Gold-silver ratio falls to its lowest since Trump’s ‘liberation day’ tariff announcement
Gold-silver ratio has dropped to roughly 94 from historic highs above 100.
Silver rallied Thursday to tap its highest price in more than 13 years, with the industrial metal finally making a significant move to catch up to gold’s gains, pulling the gold-silver ratio down to its lowest level since the Trump administration’s “liberation day” tariff announcement.
Silver for July delivery settled at $35.81 an ounce Thursday on Comex, the highest most-active contract finish since Feb. 28, 2012, according to Dow Jones Market Data. It has gained about 22% so far this year.
“The breakout has been brewing for a while, as silver had attempted to break through the $35 level a couple of times in recent months, so this is highly significant,” said Maria Smirnova, senior portfolio manager and chief investment officer at Sprott Asset Management, in remarks sent by email to MarketWatch on Thursday.
“If the technical move catalyzes physical investor-buying, it can take silver much higher very quickly,” she said. “The silver market is thin, and it will not take much buying activity to send the price higher.”
The rally for silver comes as prices for gold posted a loss for the session. August gold lost $24.10, or 0.7%, to settle at $3,375.10 an ounce. The yellow metal’s year-to-date rise of nearly 28% still outpaces that of silver.
The gold-silver ratio, however, has fallen toward 94. The ratio is a measure of gold’s value in terms of its “industrially useful cousin” silver, according to Adrian Ash, director of research at BullionVault. That means it takes about 94 ounces of silver to buy one ounce of gold.
The ratio is down by 10 ounces of silver from the post-COVID high of more than 100 seen as gold touched its current all-time dollar high of $3,500 in late April, said Ash.
The current ratio is also the lowest reading since April 2, the day President Donald Trump announced his “liberation day” tariffs, which spurred a “brief but severe slump in industrial commodities and global stock markets,” Ash said. Silver prices plunged more than 15% from April 2 to April 4, following Trump’s tariff announcement. Gold, meanwhile, fell by roughly 4% during that same period.
Because gold is such a narrative asset, traders and analysts have raced to find a headline trigger for silver’s jump Thursday, said Ash. “But nothing stands out as spurring today’s price surge in London — not in the news, not in lease rates, and not in [exchange traded funds] or Comex data.”
In commentary Thursday, Rhona O’Connell, head of market analysis at StoneX, also said there didn’t appear to be a specific trigger for silver’s latest move higher.
The slide below the 100 level in the gold-silver ratio, however, may well have triggered ‘ratio trading.’
— Rhona O’Connell, StoneX
The slide below the 100 level in the gold-silver ratio, however, may well have triggered “ratio trading,” she said.
“The fact that silver is at the highest since 2012 is, of course, of interest, but silver is notoriously volatile and it is fully capable of dropping as sharply as it rises,” said O’Connell. “This is not necessarily a false move, but it is now heavily overbought and should, as always when silver does this sort of thing, be treated with caution.”
Still, there had been signs that silver was poised to make such a breakout move higher.
Gold’s record run had left silver behind and silver lagged in its efforts to play catch-up, even as the gold-silver ratio held firm near historic highs.
A deficit in global silver supplies was part of the reason some analysts saw potential for a significant upside move in prices for the metal.
“We have been talking for a while about the supply/demand deficits in silver,” said Sprott’s Smirnova. Global silver demand was expected to top silver supply for a fifth year in a row in 2025, according to the Silver Institute.
And the deficits are projected to continue, said Smirnova. “Silver has a very positive investment case right now.”
That doesn’t necessarily mean a move to fresh record highs for silver, however.
“Given the headwinds that silver’s industrial demand faces, it’s hard to see the metal extending this jump anywhere close to the 2011 and 1980 high of $50” an ounce, BullionVault’s Ash told MarketWatch.
Still, “with no one in the market able to pinpoint as yet what’s driven the move to 13-year highs…silver has confirmed its reputation as the ‘Devil’s metal,’ leaping without warning and leaving the technical picture very bullish for further gains,” he said.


BRIEF -> In full and without alteration, print the records below, minus any images.

══ INFORMATION SUPPLIED ══

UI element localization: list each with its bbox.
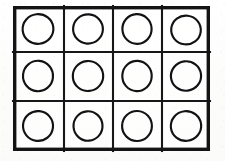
grid-cell [64, 101, 113, 151]
grid-cell [13, 6, 64, 52]
cell-background-layer [13, 6, 210, 151]
grid-cell [13, 52, 64, 101]
grid-cell [162, 52, 210, 101]
figure-canvas [0, 0, 225, 161]
grid-cell [13, 101, 64, 151]
circle-grid-figure [13, 6, 210, 151]
grid-cell [113, 52, 162, 101]
grid-svg [13, 6, 210, 151]
grid-cell [162, 101, 210, 151]
grid-cell [113, 101, 162, 151]
grid-cell [64, 6, 113, 52]
grid-cell [113, 6, 162, 52]
grid-cell [64, 52, 113, 101]
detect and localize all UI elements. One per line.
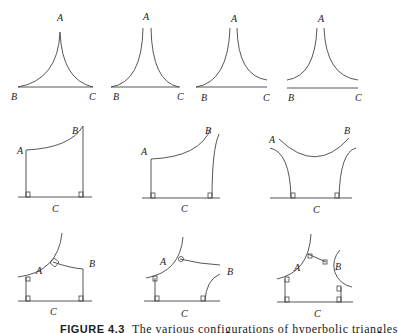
side-label-c: C [314,308,321,319]
vertex-label-a: A [35,265,43,276]
side-label-c: C [52,203,59,214]
quad-r2-3: A B C [268,125,356,215]
triangle-r1-4: A B C [287,13,362,103]
vertex-label-a: A [56,12,64,23]
side-label-c: C [181,203,188,214]
side-label-c: C [181,308,188,319]
vertex-label-b: B [344,125,350,136]
vertex-label-b: B [205,125,211,136]
vertex-label-b: B [72,125,78,136]
vertex-label-c: C [355,92,362,103]
quad-r3-1: A B C [18,233,95,317]
vertex-label-c: C [263,92,270,103]
triangle-r1-2: A B C [111,11,184,102]
vertex-label-c: C [177,91,184,102]
caption-text: The various configurations of hyperbolic… [132,322,398,333]
side-label-c: C [50,306,57,317]
vertex-label-b: B [227,266,233,277]
caption-label: FIGURE 4.3 [60,323,125,333]
quad-r3-3: A B C [277,234,353,319]
vertex-label-a: A [159,256,167,267]
vertex-label-a: A [268,134,276,145]
quad-r2-1: A B C [16,125,92,214]
triangle-r1-3: A B C [196,13,270,103]
vertex-label-b: B [201,92,207,103]
vertex-label-a: A [230,13,238,24]
vertex-label-b: B [335,261,341,272]
vertex-label-b: B [11,91,17,102]
vertex-label-c: C [89,91,96,102]
vertex-label-a: A [293,262,301,273]
vertex-label-b: B [113,91,119,102]
vertex-label-a: A [142,11,150,22]
vertex-label-a: A [140,146,148,157]
quad-r2-2: A B C [140,125,220,214]
vertex-label-b: B [89,258,95,269]
quad-r3-2: A B C [144,237,233,319]
vertex-label-a: A [317,13,325,24]
vertex-label-b: B [288,92,294,103]
figure-caption: FIGURE 4.3 The various configurations of… [60,322,398,333]
triangle-r1-1: A B C [11,12,96,102]
side-label-c: C [313,204,320,215]
vertex-label-a: A [16,145,24,156]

═══

RESULT FOR THIS TASK ->
UI element localization: list each with its bbox.
grid-cell [64, 101, 113, 151]
grid-cell [13, 6, 64, 52]
cell-background-layer [13, 6, 210, 151]
grid-cell [13, 52, 64, 101]
grid-cell [162, 52, 210, 101]
figure-canvas [0, 0, 225, 161]
grid-cell [13, 101, 64, 151]
circle-grid-figure [13, 6, 210, 151]
grid-cell [113, 52, 162, 101]
grid-svg [13, 6, 210, 151]
grid-cell [162, 101, 210, 151]
grid-cell [113, 101, 162, 151]
grid-cell [64, 6, 113, 52]
grid-cell [113, 6, 162, 52]
grid-cell [64, 52, 113, 101]
detect and localize all UI elements. One per line.
side-label-c: C [314,308,321,319]
vertex-label-a: A [35,265,43,276]
side-label-c: C [52,203,59,214]
quad-r2-3: A B C [268,125,356,215]
triangle-r1-4: A B C [287,13,362,103]
vertex-label-a: A [56,12,64,23]
side-label-c: C [181,203,188,214]
side-label-c: C [181,308,188,319]
vertex-label-b: B [344,125,350,136]
vertex-label-b: B [205,125,211,136]
vertex-label-b: B [72,125,78,136]
vertex-label-c: C [355,92,362,103]
quad-r3-1: A B C [18,233,95,317]
vertex-label-c: C [263,92,270,103]
triangle-r1-2: A B C [111,11,184,102]
vertex-label-c: C [177,91,184,102]
caption-text: The various configurations of hyperbolic… [132,322,398,333]
side-label-c: C [50,306,57,317]
vertex-label-b: B [227,266,233,277]
caption-label: FIGURE 4.3 [60,323,125,333]
quad-r3-3: A B C [277,234,353,319]
vertex-label-a: A [159,256,167,267]
vertex-label-a: A [268,134,276,145]
quad-r2-1: A B C [16,125,92,214]
triangle-r1-3: A B C [196,13,270,103]
vertex-label-b: B [201,92,207,103]
vertex-label-a: A [230,13,238,24]
vertex-label-b: B [335,261,341,272]
vertex-label-b: B [11,91,17,102]
vertex-label-c: C [89,91,96,102]
vertex-label-a: A [293,262,301,273]
vertex-label-b: B [113,91,119,102]
vertex-label-a: A [142,11,150,22]
vertex-label-a: A [140,146,148,157]
quad-r2-2: A B C [140,125,220,214]
vertex-label-b: B [89,258,95,269]
quad-r3-2: A B C [144,237,233,319]
vertex-label-a: A [317,13,325,24]
vertex-label-b: B [288,92,294,103]
figure-caption: FIGURE 4.3 The various configurations of… [60,322,398,333]
triangle-r1-1: A B C [11,12,96,102]
side-label-c: C [313,204,320,215]
vertex-label-a: A [16,145,24,156]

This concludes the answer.